The fourth massive North West Rail Link tunnel boring machine has started digging and has been named ‘Maria’, after 19th century Aboriginal rights advocate Maria Lock. On major tunnelling projects around the world, underground workers look to Saint Barbara for protection and, because of that, machines that work underground are traditionally given female names. The North West Rail Link is the first transport project in Australian construction history to use four Tunnel Boring Machines (TBMs). After starting four months early in September last year, tunnelling is now well underway to deliver Australia’s longest railway tunnels, twin 15 kilometre tunnels from Bella Vista to Epping.
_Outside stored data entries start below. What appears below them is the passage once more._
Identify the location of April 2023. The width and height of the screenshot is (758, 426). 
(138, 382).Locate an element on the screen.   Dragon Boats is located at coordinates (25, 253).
The fourth massive North West Rail Link tunnel boring machine has started digging and has been named ‘Maria’, after 19th century Aboriginal rights advocate Maria Lock. On major tunnelling projects around the world, underground workers look to Saint Barbara for protection and, because of that, machines that work underground are traditionally given female names.
 
The North West Rail Link is the first transport project in Australian construction history to use four Tunnel Boring Machines (TBMs). After starting four months early in September last year, tunnelling is now well underway to deliver Australia’s longest railway tunnels, twin 15 kilometre tunnels from Bella Vista to Epping.

The North West Rail Link is currently ahead of schedule with rapid transit rail services starting in the first half of 2019 with a train every four minutes for customers in the peak. So far, more than 278,000 tonnes of crushed rock has been excavated by the first three TBMs, as they make significant progress:

  • TBM1 Elizabeth, named after colonial pioneer Elizabeth Rouse: has dug more than 1.8 kilometre of tunnel so far from Bella Vista.
  • TBM2 Florence, named after Australia’s first female architect and engineer Florence Mary Taylor: more than 710 metres from Bella Vista.
  • TBM3 Isabelle, named after Isabelle Andersen, aged four, to represent all the tunnel builders: more than 150 metres from Cherrybrook.

     Ground level view of TBM4 Maria.

Along with TBM3 Isabelle, TBM4 Maria will dig six kilometres from Cherrybrook to Epping. She will dig an average of 120 metres a week, mostly through Sydney sandstone and shale.

TBM4 and Maria Lock

  • TBM4 Maria, weighing 900 tonnes, was delivered to the Cherrybrook site in 18 shipping containers and 27 large pieces and was assembled by a crew of more than 70 workers.
  • Three of the TBMs, including Maria, have been named in public competitions under the theme: Women who have made a positive contribution to life in Sydney.
  • Maria Lock (c.1805-1878) was an Aboriginal landowner born near Richmond and the daughter of Yarramundi, Chief of the Richmond Tribes.
  • The family belonged to the Boorooberongal clan of the Dharug people.
  • In late 1814, Yarramundi's clan attended the inaugural annual conference hosted for Aborigines by Governor Lachlan Macquarie. At this time, Maria was admitted to the Native Institution, for tuition by William and Elizabeth Shelley.
  • In 1819, Maria is said to have won first prize in the annual school exam ahead of 20 children from the Native Institution and 100 European students.
  • In 1824 Maria married Robert Lock (1800-1854), a convict carpenter. The marriage was the first officially sanctioned union between a convict and an Aboriginal woman.
  • At a time when women were not a political force and Aboriginal women even less so, Maria petitioned Governor Darling for her brother’s land entitlements and was the first female Aboriginal to be given a land grant, at Liverpool. The process took almost 20 years.
  • Her grandson Jerome Lock served in World War 1 and is believed to be Australia's first Aboriginal Soldier.